I’m one Latino who’s not voting for Sen. Hillary Clinton.
The Clinton campaign reached a new low in the California primary when Hillary Clinton tried to blame African-American unemployment on immigrants.
She said in a debate that “an African-American man said to me, ‘I used to have a lot of construction jobs, and now it just seems like the only people who get them anymore are people who are here without documentation.’ ”
This remark – aimed at scapegoating Latinos for African-American unemployment – is part and parcel of her divisive campaign. Clinton’s campaign appears to also be considering similar means to turn Latinos against African-Americans. Recently, her campaign pollster was asking Latinos if they would be willing to vote for an African-American president – a question that is most likely an attempt to see if her campaign could find Latino prejudice to use against Sen. Barack Obama.
Clinton’s California effort to turn African-Americans against Latinos not only smacks of racism, it shows a poor grasp of economics. While Clinton claims that immigrants are pushing natives out of jobs, she ignores well-researched findings to the contrary. For example, the Pew Hispanic Center has found that “no consistent pattern emerges to show that native-born workers suffered or benefited from increased numbers of foreign born workers.”
How can it be that immigrants have little effect on jobs? It’s because immigrants have two effects on the job market. On the one hand, they add competition in the labor market. On the other hand, they also help expand the labor market by their added purchases of local goods and services. So, in the end, the added business they bring to localities largely offsets the pressure they put on wages.
If Clinton wants to help Americans find decent-paying jobs, then she ought to start by looking at U.S. policies that really undermine our job market. For example, she could do something about policies that have promoted the export of good jobs for decades. A prime target could be the North American Free Trade Agreement (NAFTA) championed by her husband when she was first lady. According to the Economic Policy Institute, NAFTA has cost the United States more than a million jobs that would otherwise have been created here and has pushed down wages for a large number of workers with less than a college education.
Hillary Clinton should also consider the government policies undermining unions. The federal government has allowed employers to make it increasingly difficult for workers to negotiate for decent wages and working conditions; we need federal laws that give workers a fair chance to obtain representation they need to make these gains.
If Hillary Clinton wants my vote, she should focus on the real problems facing our job market, and not scapegoat Latinos.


» **Exercise aim**
Print the records exactly and in full, please; the pictures stay out.

(Records from a collection of figures)

[Start of section]

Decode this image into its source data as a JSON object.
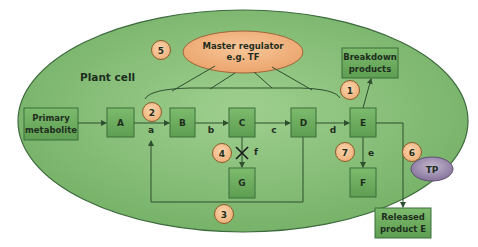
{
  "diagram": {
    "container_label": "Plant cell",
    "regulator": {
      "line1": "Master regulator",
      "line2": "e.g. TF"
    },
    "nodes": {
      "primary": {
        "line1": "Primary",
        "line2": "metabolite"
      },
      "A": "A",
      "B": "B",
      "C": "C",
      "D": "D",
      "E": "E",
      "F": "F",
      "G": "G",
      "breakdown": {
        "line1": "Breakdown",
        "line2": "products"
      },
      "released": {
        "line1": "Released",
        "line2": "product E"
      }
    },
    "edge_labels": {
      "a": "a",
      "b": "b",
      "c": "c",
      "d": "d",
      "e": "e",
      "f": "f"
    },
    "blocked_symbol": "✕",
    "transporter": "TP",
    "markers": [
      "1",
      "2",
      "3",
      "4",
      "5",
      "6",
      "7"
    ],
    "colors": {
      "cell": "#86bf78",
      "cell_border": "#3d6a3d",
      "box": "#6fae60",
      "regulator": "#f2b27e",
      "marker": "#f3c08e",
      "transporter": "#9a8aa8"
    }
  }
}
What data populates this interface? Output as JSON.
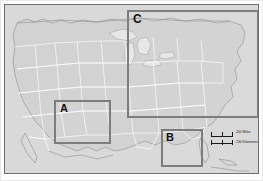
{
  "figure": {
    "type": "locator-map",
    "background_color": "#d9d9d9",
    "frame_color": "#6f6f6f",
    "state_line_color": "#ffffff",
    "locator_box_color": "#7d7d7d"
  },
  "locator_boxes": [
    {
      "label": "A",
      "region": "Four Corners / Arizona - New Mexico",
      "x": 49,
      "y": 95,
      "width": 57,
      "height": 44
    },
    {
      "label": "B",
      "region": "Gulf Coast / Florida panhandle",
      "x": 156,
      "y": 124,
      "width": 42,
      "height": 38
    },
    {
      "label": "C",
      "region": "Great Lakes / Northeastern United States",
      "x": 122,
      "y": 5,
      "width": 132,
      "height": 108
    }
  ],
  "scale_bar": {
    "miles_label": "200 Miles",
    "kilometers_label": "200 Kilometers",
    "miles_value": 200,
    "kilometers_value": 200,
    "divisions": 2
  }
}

[End of section]

» **Reply to the task**
Decode this image into its source data as a JSON object.
{
  "diagram": {
    "container_label": "Plant cell",
    "regulator": {
      "line1": "Master regulator",
      "line2": "e.g. TF"
    },
    "nodes": {
      "primary": {
        "line1": "Primary",
        "line2": "metabolite"
      },
      "A": "A",
      "B": "B",
      "C": "C",
      "D": "D",
      "E": "E",
      "F": "F",
      "G": "G",
      "breakdown": {
        "line1": "Breakdown",
        "line2": "products"
      },
      "released": {
        "line1": "Released",
        "line2": "product E"
      }
    },
    "edge_labels": {
      "a": "a",
      "b": "b",
      "c": "c",
      "d": "d",
      "e": "e",
      "f": "f"
    },
    "blocked_symbol": "✕",
    "transporter": "TP",
    "markers": [
      "1",
      "2",
      "3",
      "4",
      "5",
      "6",
      "7"
    ],
    "colors": {
      "cell": "#86bf78",
      "cell_border": "#3d6a3d",
      "box": "#6fae60",
      "regulator": "#f2b27e",
      "marker": "#f3c08e",
      "transporter": "#9a8aa8"
    }
  }
}
What data populates this interface? Output as JSON.
{
  "figure": {
    "type": "locator-map",
    "background_color": "#d9d9d9",
    "frame_color": "#6f6f6f",
    "state_line_color": "#ffffff",
    "locator_box_color": "#7d7d7d"
  },
  "locator_boxes": [
    {
      "label": "A",
      "region": "Four Corners / Arizona - New Mexico",
      "x": 49,
      "y": 95,
      "width": 57,
      "height": 44
    },
    {
      "label": "B",
      "region": "Gulf Coast / Florida panhandle",
      "x": 156,
      "y": 124,
      "width": 42,
      "height": 38
    },
    {
      "label": "C",
      "region": "Great Lakes / Northeastern United States",
      "x": 122,
      "y": 5,
      "width": 132,
      "height": 108
    }
  ],
  "scale_bar": {
    "miles_label": "200 Miles",
    "kilometers_label": "200 Kilometers",
    "miles_value": 200,
    "kilometers_value": 200,
    "divisions": 2
  }
}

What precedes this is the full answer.